As any marathoner knows, covering 26.2 miles on race day is not the hard part — it's getting to the start line that is the challenge. Finding the time to train, dragging out of bed for a Saturday 20-miler, battling illness and injury, and all of this over a two- to three-month stretch — a lot can happen to derail that preparation.
Think about making that journey to the start line every year, without fail, for 34 years. Of the hundreds of thousands who've run the Twin Cities Marathon, only 27 people have run every one since the first marathon in 1982. Though none of the charter club members started out with that intent, eventually, as member Paul Arbisi of Edina put it, "Running all the TCMs becomes part of one's identity; it's who I am."
Organizers eventually decided to honor those hardy souls who had completed all 10 Twin Cities Marathons, so then-vice president of runner services Gloria Jansen searched the records and found 178 runners who'd finished every one. A charter club was born. With each year membership drops and the accomplishment grows. At the race's 15-year anniversary, the club had 106 members; the 20th year, 89; the 25th year, 67; and the 30th year, in 2011, there were 40.
This year's charter clubbers range in age from 54 to 77; four of the 27 are women; all live in Minnesota or practically Minnesota (River Falls, Wis., and Fargo), except one — Rod Brostrom of Huntersville, N.C. We contacted them and asked why the streak, what threatened the streak's continuation, and which race stood out as special.
Strained muscles, broken bones, and surgeries threatened most charter membership, but there were some unusual roadblocks, too.
Bob Tierney, now 67, was having a prerace doughnut and coffee in the physician's lounge of the old Metropolitan Medical Center. "When I stepped outside to get lined up there was no one there. The clock in the lounge was set an hour behind — I started 45 minutes after everyone!"
In 2002, Annette LeDuc, 63, of Minneapolis slipped and fell on a discarded garbage bag in the first mile. "Very demoralizing as I realized I had 25 miles to go and was already banged up from my fall." With the help of an Aleve pain reliever from a course volunteer, LeDuc managed to finish.
In 1994, Arbisi and his wife developed a contingency plan for mid-marathon labor pains — his wife's, that is: "This was back when cellphones were not ubiquitous, so I decided to carry my hospital pager and a quarter in a plastic bag. Should my wife go into labor, she was to call my pager, I would run off the course and call with my location so a designated driver could pick me up. As it happened, my daughter Maria did not make her appearance until 48 hours after I finished."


Down to the last line below, repeat the entries word for word and drop the pictures.

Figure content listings
+++

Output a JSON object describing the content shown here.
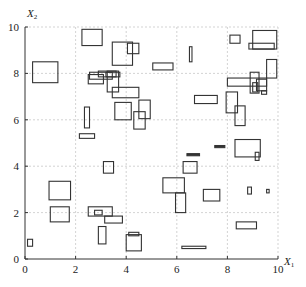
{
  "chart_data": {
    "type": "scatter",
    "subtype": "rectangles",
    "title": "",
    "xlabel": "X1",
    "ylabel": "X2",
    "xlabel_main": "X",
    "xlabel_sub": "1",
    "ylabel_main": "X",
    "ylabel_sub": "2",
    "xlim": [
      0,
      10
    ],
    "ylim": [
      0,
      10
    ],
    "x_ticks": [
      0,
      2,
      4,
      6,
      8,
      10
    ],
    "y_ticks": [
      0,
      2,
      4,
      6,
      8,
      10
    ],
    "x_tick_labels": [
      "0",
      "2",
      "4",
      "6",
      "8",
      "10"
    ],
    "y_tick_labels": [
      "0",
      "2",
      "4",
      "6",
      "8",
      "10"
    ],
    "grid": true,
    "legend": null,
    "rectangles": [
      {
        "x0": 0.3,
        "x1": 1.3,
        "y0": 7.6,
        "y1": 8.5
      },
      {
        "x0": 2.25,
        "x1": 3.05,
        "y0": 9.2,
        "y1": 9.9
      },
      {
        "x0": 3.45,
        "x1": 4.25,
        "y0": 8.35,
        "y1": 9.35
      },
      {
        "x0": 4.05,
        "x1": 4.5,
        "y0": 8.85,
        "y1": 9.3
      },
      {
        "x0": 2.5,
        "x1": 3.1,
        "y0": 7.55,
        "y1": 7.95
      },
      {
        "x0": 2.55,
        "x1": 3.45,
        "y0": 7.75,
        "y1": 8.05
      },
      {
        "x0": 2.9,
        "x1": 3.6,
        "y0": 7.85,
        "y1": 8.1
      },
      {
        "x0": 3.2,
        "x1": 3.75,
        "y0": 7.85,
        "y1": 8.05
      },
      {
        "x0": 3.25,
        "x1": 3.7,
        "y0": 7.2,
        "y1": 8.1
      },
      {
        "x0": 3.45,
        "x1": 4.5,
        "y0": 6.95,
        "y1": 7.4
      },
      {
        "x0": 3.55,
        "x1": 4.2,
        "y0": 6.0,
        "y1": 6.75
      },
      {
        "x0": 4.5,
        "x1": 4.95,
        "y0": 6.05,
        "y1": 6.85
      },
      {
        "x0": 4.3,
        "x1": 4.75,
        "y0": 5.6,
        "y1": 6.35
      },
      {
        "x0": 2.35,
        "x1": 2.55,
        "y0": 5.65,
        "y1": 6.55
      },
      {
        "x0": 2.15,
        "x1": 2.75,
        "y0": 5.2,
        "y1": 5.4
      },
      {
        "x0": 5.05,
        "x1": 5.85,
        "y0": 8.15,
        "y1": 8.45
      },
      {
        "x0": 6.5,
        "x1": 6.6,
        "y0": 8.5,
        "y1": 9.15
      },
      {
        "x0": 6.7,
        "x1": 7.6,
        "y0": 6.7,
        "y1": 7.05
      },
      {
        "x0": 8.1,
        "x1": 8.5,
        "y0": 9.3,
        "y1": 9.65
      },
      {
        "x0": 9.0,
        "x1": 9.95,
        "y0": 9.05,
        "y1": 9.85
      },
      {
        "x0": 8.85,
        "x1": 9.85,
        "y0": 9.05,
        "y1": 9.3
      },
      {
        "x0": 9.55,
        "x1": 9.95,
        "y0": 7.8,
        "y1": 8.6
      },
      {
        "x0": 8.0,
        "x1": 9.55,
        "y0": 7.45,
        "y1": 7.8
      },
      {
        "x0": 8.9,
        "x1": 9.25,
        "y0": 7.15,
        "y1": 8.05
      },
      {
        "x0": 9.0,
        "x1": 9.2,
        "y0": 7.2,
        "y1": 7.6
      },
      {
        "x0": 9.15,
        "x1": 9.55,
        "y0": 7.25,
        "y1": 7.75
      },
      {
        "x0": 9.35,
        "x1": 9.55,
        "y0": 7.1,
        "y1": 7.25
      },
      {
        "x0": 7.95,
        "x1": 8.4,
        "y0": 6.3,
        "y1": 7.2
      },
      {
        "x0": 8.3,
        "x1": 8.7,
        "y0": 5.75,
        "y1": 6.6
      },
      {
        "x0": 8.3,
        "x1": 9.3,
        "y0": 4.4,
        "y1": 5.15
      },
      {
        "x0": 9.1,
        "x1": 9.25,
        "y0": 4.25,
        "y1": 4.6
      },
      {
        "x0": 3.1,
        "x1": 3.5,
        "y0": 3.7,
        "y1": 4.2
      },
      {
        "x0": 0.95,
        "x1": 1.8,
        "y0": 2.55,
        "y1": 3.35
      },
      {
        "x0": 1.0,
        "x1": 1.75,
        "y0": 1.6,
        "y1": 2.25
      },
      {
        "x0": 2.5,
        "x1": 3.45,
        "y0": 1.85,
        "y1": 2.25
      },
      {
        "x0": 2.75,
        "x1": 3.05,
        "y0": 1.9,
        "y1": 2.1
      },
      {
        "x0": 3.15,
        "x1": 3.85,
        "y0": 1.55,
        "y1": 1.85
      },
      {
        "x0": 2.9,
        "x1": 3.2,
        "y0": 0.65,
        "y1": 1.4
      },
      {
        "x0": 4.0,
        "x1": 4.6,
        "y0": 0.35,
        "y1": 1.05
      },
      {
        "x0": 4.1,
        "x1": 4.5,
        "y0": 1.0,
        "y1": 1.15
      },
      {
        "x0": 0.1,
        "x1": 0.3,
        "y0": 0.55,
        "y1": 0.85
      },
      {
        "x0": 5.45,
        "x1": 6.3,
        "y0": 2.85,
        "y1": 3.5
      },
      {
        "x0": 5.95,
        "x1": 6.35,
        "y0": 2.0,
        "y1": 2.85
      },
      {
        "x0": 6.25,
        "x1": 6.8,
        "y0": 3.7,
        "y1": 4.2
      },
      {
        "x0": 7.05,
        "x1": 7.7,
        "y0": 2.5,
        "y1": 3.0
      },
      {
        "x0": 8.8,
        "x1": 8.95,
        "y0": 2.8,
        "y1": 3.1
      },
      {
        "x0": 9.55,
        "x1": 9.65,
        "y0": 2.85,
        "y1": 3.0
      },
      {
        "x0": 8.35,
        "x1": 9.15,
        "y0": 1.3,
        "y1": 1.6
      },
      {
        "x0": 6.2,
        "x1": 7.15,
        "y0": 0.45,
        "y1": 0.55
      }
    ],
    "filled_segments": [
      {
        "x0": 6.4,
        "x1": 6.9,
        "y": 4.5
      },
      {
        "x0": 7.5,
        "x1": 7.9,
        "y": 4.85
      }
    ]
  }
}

+++

ANSWER BOX →
Output a JSON object describing the content shown here.
{
  "chart_data": {
    "type": "scatter",
    "subtype": "rectangles",
    "title": "",
    "xlabel": "X1",
    "ylabel": "X2",
    "xlabel_main": "X",
    "xlabel_sub": "1",
    "ylabel_main": "X",
    "ylabel_sub": "2",
    "xlim": [
      0,
      10
    ],
    "ylim": [
      0,
      10
    ],
    "x_ticks": [
      0,
      2,
      4,
      6,
      8,
      10
    ],
    "y_ticks": [
      0,
      2,
      4,
      6,
      8,
      10
    ],
    "x_tick_labels": [
      "0",
      "2",
      "4",
      "6",
      "8",
      "10"
    ],
    "y_tick_labels": [
      "0",
      "2",
      "4",
      "6",
      "8",
      "10"
    ],
    "grid": true,
    "legend": null,
    "rectangles": [
      {
        "x0": 0.3,
        "x1": 1.3,
        "y0": 7.6,
        "y1": 8.5
      },
      {
        "x0": 2.25,
        "x1": 3.05,
        "y0": 9.2,
        "y1": 9.9
      },
      {
        "x0": 3.45,
        "x1": 4.25,
        "y0": 8.35,
        "y1": 9.35
      },
      {
        "x0": 4.05,
        "x1": 4.5,
        "y0": 8.85,
        "y1": 9.3
      },
      {
        "x0": 2.5,
        "x1": 3.1,
        "y0": 7.55,
        "y1": 7.95
      },
      {
        "x0": 2.55,
        "x1": 3.45,
        "y0": 7.75,
        "y1": 8.05
      },
      {
        "x0": 2.9,
        "x1": 3.6,
        "y0": 7.85,
        "y1": 8.1
      },
      {
        "x0": 3.2,
        "x1": 3.75,
        "y0": 7.85,
        "y1": 8.05
      },
      {
        "x0": 3.25,
        "x1": 3.7,
        "y0": 7.2,
        "y1": 8.1
      },
      {
        "x0": 3.45,
        "x1": 4.5,
        "y0": 6.95,
        "y1": 7.4
      },
      {
        "x0": 3.55,
        "x1": 4.2,
        "y0": 6.0,
        "y1": 6.75
      },
      {
        "x0": 4.5,
        "x1": 4.95,
        "y0": 6.05,
        "y1": 6.85
      },
      {
        "x0": 4.3,
        "x1": 4.75,
        "y0": 5.6,
        "y1": 6.35
      },
      {
        "x0": 2.35,
        "x1": 2.55,
        "y0": 5.65,
        "y1": 6.55
      },
      {
        "x0": 2.15,
        "x1": 2.75,
        "y0": 5.2,
        "y1": 5.4
      },
      {
        "x0": 5.05,
        "x1": 5.85,
        "y0": 8.15,
        "y1": 8.45
      },
      {
        "x0": 6.5,
        "x1": 6.6,
        "y0": 8.5,
        "y1": 9.15
      },
      {
        "x0": 6.7,
        "x1": 7.6,
        "y0": 6.7,
        "y1": 7.05
      },
      {
        "x0": 8.1,
        "x1": 8.5,
        "y0": 9.3,
        "y1": 9.65
      },
      {
        "x0": 9.0,
        "x1": 9.95,
        "y0": 9.05,
        "y1": 9.85
      },
      {
        "x0": 8.85,
        "x1": 9.85,
        "y0": 9.05,
        "y1": 9.3
      },
      {
        "x0": 9.55,
        "x1": 9.95,
        "y0": 7.8,
        "y1": 8.6
      },
      {
        "x0": 8.0,
        "x1": 9.55,
        "y0": 7.45,
        "y1": 7.8
      },
      {
        "x0": 8.9,
        "x1": 9.25,
        "y0": 7.15,
        "y1": 8.05
      },
      {
        "x0": 9.0,
        "x1": 9.2,
        "y0": 7.2,
        "y1": 7.6
      },
      {
        "x0": 9.15,
        "x1": 9.55,
        "y0": 7.25,
        "y1": 7.75
      },
      {
        "x0": 9.35,
        "x1": 9.55,
        "y0": 7.1,
        "y1": 7.25
      },
      {
        "x0": 7.95,
        "x1": 8.4,
        "y0": 6.3,
        "y1": 7.2
      },
      {
        "x0": 8.3,
        "x1": 8.7,
        "y0": 5.75,
        "y1": 6.6
      },
      {
        "x0": 8.3,
        "x1": 9.3,
        "y0": 4.4,
        "y1": 5.15
      },
      {
        "x0": 9.1,
        "x1": 9.25,
        "y0": 4.25,
        "y1": 4.6
      },
      {
        "x0": 3.1,
        "x1": 3.5,
        "y0": 3.7,
        "y1": 4.2
      },
      {
        "x0": 0.95,
        "x1": 1.8,
        "y0": 2.55,
        "y1": 3.35
      },
      {
        "x0": 1.0,
        "x1": 1.75,
        "y0": 1.6,
        "y1": 2.25
      },
      {
        "x0": 2.5,
        "x1": 3.45,
        "y0": 1.85,
        "y1": 2.25
      },
      {
        "x0": 2.75,
        "x1": 3.05,
        "y0": 1.9,
        "y1": 2.1
      },
      {
        "x0": 3.15,
        "x1": 3.85,
        "y0": 1.55,
        "y1": 1.85
      },
      {
        "x0": 2.9,
        "x1": 3.2,
        "y0": 0.65,
        "y1": 1.4
      },
      {
        "x0": 4.0,
        "x1": 4.6,
        "y0": 0.35,
        "y1": 1.05
      },
      {
        "x0": 4.1,
        "x1": 4.5,
        "y0": 1.0,
        "y1": 1.15
      },
      {
        "x0": 0.1,
        "x1": 0.3,
        "y0": 0.55,
        "y1": 0.85
      },
      {
        "x0": 5.45,
        "x1": 6.3,
        "y0": 2.85,
        "y1": 3.5
      },
      {
        "x0": 5.95,
        "x1": 6.35,
        "y0": 2.0,
        "y1": 2.85
      },
      {
        "x0": 6.25,
        "x1": 6.8,
        "y0": 3.7,
        "y1": 4.2
      },
      {
        "x0": 7.05,
        "x1": 7.7,
        "y0": 2.5,
        "y1": 3.0
      },
      {
        "x0": 8.8,
        "x1": 8.95,
        "y0": 2.8,
        "y1": 3.1
      },
      {
        "x0": 9.55,
        "x1": 9.65,
        "y0": 2.85,
        "y1": 3.0
      },
      {
        "x0": 8.35,
        "x1": 9.15,
        "y0": 1.3,
        "y1": 1.6
      },
      {
        "x0": 6.2,
        "x1": 7.15,
        "y0": 0.45,
        "y1": 0.55
      }
    ],
    "filled_segments": [
      {
        "x0": 6.4,
        "x1": 6.9,
        "y": 4.5
      },
      {
        "x0": 7.5,
        "x1": 7.9,
        "y": 4.85
      }
    ]
  }
}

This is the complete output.